Game of the Week: Wild at Stars, 7:30pm today, FSN
It's the first game of the new-look Wild. Matt Moulson will be on the ice for Minnesota, and can start proving himself worthy of what his new team gave up for him. Until then, though, we have time to argue about the trade - and for me to tell you that the Wild gave up too much.
Torrey Mitchell, I don't consider too much; he was a third-line forward that ended up struggling on the fourth line, and if nothing else, it was a mercy trade, a chance for Mitchell to start over fresh. His departure also gives the Wild their second-best benefit of the trade - a chance to take Mitchell's $2.5 million salary for next year off the books.
Mitchell leaving is more or less a wash with Cody McCormick, the tough-guy forward who is likely to replace him at the bottom of the Wild lineup. But it's the two draft picks - a second-rounder this year, a second-rounder in 2016 - that make me wonder if the Wild got the raw end of the deal.
If all goes very, very well, Moulson will score eight, perhaps nine goals in a Wild uniform. He is a free agent when the year is up, which - given the Wild's position in the standings - it is likely to be after one round of the playoffs. Minnesota will likely have to play St. Louis or Chicago in the first round, and Moulson or no, they'll be heavy underdogs to either.
Second-round draft picks aren't exactly the crown jewels of the hockey kingdom, but neither are they worthless. The second round is where teams find second-line forwards and second-pairing defensemen, late-blooming goaltenders and future Selke Trophy winners. All draft picks carry the risk of being busts, of course, but the higher you go, the lower the chance.
So here's the trade: two future top-nine forwards for nine goals and $2.5 million, and an ever-so-slightly-increased chance of not exiting this year's playoffs immediately. That seems like a lot of future to give up for a little bit of present, which is the type of trade that Doug Risebrough always used to make -- which is part of the reason that Chuck Fletcher has been frantically digging in the prospect ditch for his entire tenure as general manager.
In other words, I wish the Wild hadn't made this trade. But I also hope that they'll prove me wrong.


**Work required**
Take the line that holds "Read all visible content and emit it as JSON." and every line after it to the end of the entries, and repeat them exactly without the pictures.

*** Begin section ***

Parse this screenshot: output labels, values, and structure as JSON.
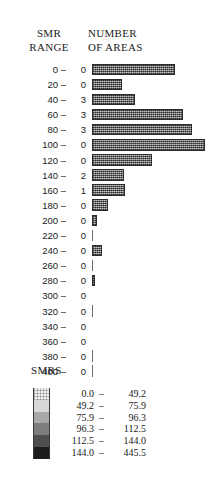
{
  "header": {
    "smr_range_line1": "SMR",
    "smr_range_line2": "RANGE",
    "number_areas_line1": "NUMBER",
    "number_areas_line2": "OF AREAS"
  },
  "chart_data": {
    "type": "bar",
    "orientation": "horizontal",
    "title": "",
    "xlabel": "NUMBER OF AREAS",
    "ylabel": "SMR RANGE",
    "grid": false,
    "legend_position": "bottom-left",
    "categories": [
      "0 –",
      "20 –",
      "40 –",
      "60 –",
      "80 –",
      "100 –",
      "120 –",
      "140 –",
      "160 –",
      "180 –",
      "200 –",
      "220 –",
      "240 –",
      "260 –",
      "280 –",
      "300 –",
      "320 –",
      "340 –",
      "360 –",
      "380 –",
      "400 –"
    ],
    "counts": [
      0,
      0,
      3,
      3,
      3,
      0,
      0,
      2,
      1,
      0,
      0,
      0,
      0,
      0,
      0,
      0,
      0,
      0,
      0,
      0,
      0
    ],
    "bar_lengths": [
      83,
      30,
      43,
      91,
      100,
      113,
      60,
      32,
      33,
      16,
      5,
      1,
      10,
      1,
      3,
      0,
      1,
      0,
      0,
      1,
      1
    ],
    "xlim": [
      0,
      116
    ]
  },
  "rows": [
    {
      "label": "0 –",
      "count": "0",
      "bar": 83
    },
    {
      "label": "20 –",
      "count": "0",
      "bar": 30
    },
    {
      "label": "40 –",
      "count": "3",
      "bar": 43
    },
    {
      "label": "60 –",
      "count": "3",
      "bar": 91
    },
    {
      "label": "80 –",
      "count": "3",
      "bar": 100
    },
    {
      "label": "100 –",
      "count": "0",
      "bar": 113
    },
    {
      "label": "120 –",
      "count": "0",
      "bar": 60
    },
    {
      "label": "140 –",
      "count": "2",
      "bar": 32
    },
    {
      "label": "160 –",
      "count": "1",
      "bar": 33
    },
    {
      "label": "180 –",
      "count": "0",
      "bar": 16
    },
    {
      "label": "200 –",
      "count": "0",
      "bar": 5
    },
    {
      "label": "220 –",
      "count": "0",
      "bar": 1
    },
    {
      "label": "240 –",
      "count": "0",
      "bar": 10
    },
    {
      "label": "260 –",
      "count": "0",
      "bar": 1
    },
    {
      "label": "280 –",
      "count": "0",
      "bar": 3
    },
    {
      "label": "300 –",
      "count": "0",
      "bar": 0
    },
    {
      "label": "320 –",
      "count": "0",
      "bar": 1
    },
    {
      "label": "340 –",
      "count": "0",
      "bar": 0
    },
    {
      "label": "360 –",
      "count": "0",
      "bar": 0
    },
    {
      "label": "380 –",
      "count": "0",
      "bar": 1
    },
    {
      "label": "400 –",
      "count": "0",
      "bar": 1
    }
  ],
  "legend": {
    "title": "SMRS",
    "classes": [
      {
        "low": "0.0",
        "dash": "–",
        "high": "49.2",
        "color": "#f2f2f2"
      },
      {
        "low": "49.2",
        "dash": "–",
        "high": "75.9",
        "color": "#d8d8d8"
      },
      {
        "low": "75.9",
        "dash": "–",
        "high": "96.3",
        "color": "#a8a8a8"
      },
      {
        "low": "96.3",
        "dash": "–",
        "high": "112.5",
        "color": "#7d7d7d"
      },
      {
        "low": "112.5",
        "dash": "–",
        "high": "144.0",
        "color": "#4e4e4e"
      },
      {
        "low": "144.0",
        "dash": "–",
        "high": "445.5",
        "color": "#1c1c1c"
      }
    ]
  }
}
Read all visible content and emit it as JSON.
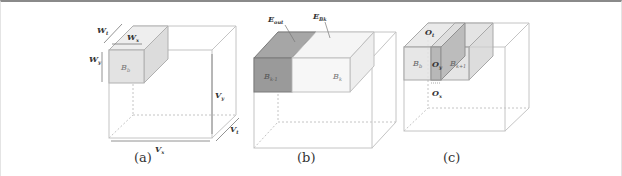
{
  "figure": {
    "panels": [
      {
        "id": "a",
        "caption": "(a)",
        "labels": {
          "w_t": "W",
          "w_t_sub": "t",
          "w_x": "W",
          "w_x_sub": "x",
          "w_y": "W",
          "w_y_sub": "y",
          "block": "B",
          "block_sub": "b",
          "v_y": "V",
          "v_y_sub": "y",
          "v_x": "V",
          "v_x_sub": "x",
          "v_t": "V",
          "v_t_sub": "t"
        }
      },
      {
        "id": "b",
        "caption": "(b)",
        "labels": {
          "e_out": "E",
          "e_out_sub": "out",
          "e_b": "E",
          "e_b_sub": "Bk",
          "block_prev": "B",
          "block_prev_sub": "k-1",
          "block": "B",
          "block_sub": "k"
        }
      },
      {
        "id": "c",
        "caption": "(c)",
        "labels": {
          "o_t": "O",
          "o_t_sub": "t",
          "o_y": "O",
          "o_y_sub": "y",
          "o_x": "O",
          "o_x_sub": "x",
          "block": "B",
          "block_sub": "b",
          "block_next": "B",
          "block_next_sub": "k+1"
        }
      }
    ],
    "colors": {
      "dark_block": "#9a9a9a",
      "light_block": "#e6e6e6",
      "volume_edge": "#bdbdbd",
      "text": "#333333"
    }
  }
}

*** End section ***

**Solution for this problem**
Read all visible content and emit it as JSON.
{
  "figure": {
    "panels": [
      {
        "id": "a",
        "caption": "(a)",
        "labels": {
          "w_t": "W",
          "w_t_sub": "t",
          "w_x": "W",
          "w_x_sub": "x",
          "w_y": "W",
          "w_y_sub": "y",
          "block": "B",
          "block_sub": "b",
          "v_y": "V",
          "v_y_sub": "y",
          "v_x": "V",
          "v_x_sub": "x",
          "v_t": "V",
          "v_t_sub": "t"
        }
      },
      {
        "id": "b",
        "caption": "(b)",
        "labels": {
          "e_out": "E",
          "e_out_sub": "out",
          "e_b": "E",
          "e_b_sub": "Bk",
          "block_prev": "B",
          "block_prev_sub": "k-1",
          "block": "B",
          "block_sub": "k"
        }
      },
      {
        "id": "c",
        "caption": "(c)",
        "labels": {
          "o_t": "O",
          "o_t_sub": "t",
          "o_y": "O",
          "o_y_sub": "y",
          "o_x": "O",
          "o_x_sub": "x",
          "block": "B",
          "block_sub": "b",
          "block_next": "B",
          "block_next_sub": "k+1"
        }
      }
    ],
    "colors": {
      "dark_block": "#9a9a9a",
      "light_block": "#e6e6e6",
      "volume_edge": "#bdbdbd",
      "text": "#333333"
    }
  }
}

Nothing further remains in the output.